I present here all the sources I used to up-skill myself in data analysis.


Bibliography. Power BI

A good introductory book to DAX. The book is well written, very didactive and really helps you to write your first DAX measures. 

It is often referred to as the DAX bible for and it is indeed a long and comprehensive book with its 800 pages. I enjoyed reading it after Matt Allington book to get into more DAX details. I have read the first edition published in 2015 and I am looking forward to learning the latest functions with the 2nd edition to be released in August 2019.,

Bibliography. Statistics and Python

A great book to apply statistics with Python. I loved this book for two reasons. Frist the dataset is extracted from the National Survey of Family Growth (NSFG) conducted by U.S. Centers for Disease Control and Prevention (CDC). The topic touched me as I have two young kids recently. Second the author used Python to perform a statistical analysis of birth data, and it was a great application study to do the practical link between my previous courses in statistics (see Statistics in a Nutshell, Harvard Stat 101) and in Python.

An introductory book to statistics. Well developed with its 500 pages . Maybe a little verbose but a good reference book overall. 

Blogs. Power BI

A couple of blogs on Power BI which I read regularly:

  • SQLBI by Alberto Ferrari and Marco Russo.
  • RADACAD by Reza Rad and Leila Etaati.

Online courses

Some online courses I have completed since 2017:

Joe Blitzstein is the statistics professor I would like to have had during my engineering studies.  I wished other Harvard statistics courses were freely available.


[YOUR TASK] Every line below should be repeated exactly as written.

#####

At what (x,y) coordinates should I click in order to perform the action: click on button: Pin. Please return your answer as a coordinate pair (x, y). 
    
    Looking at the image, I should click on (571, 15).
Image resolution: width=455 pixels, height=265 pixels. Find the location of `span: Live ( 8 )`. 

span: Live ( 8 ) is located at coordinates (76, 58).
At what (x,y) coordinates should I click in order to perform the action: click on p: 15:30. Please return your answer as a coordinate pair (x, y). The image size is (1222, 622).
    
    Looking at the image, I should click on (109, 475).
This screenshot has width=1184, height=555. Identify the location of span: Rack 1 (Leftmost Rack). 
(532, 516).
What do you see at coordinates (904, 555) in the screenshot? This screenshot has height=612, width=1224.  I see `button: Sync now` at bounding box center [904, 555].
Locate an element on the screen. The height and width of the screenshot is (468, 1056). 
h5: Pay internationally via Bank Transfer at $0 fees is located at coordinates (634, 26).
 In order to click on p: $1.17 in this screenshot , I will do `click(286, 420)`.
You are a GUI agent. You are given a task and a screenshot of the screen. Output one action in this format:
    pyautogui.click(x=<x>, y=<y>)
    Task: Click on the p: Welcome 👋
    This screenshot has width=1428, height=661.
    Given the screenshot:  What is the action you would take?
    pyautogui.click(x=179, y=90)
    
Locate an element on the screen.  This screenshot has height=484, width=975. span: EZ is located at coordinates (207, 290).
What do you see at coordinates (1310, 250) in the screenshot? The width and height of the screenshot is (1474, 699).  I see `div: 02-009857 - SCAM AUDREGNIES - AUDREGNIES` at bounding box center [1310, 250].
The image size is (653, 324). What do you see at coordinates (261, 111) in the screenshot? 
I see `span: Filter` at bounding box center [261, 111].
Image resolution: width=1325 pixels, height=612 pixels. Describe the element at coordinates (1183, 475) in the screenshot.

#####

[TASK RESULT]
At what (x,y) coordinates should I click in order to perform the action: click on button: Pin. Please return your answer as a coordinate pair (x, y). 
    
    Looking at the image, I should click on (571, 15).
Image resolution: width=455 pixels, height=265 pixels. Find the location of `span: Live ( 8 )`. 

span: Live ( 8 ) is located at coordinates (76, 58).
At what (x,y) coordinates should I click in order to perform the action: click on p: 15:30. Please return your answer as a coordinate pair (x, y). The image size is (1222, 622).
    
    Looking at the image, I should click on (109, 475).
This screenshot has width=1184, height=555. Identify the location of span: Rack 1 (Leftmost Rack). 
(532, 516).
What do you see at coordinates (904, 555) in the screenshot? This screenshot has height=612, width=1224.  I see `button: Sync now` at bounding box center [904, 555].
Locate an element on the screen. The height and width of the screenshot is (468, 1056). 
h5: Pay internationally via Bank Transfer at $0 fees is located at coordinates (634, 26).
 In order to click on p: $1.17 in this screenshot , I will do `click(286, 420)`.
You are a GUI agent. You are given a task and a screenshot of the screen. Output one action in this format:
    pyautogui.click(x=<x>, y=<y>)
    Task: Click on the p: Welcome 👋
    This screenshot has width=1428, height=661.
    Given the screenshot:  What is the action you would take?
    pyautogui.click(x=179, y=90)
    
Locate an element on the screen.  This screenshot has height=484, width=975. span: EZ is located at coordinates (207, 290).
What do you see at coordinates (1310, 250) in the screenshot? The width and height of the screenshot is (1474, 699).  I see `div: 02-009857 - SCAM AUDREGNIES - AUDREGNIES` at bounding box center [1310, 250].
The image size is (653, 324). What do you see at coordinates (261, 111) in the screenshot? 
I see `span: Filter` at bounding box center [261, 111].
Image resolution: width=1325 pixels, height=612 pixels. Describe the element at coordinates (1183, 475) in the screenshot.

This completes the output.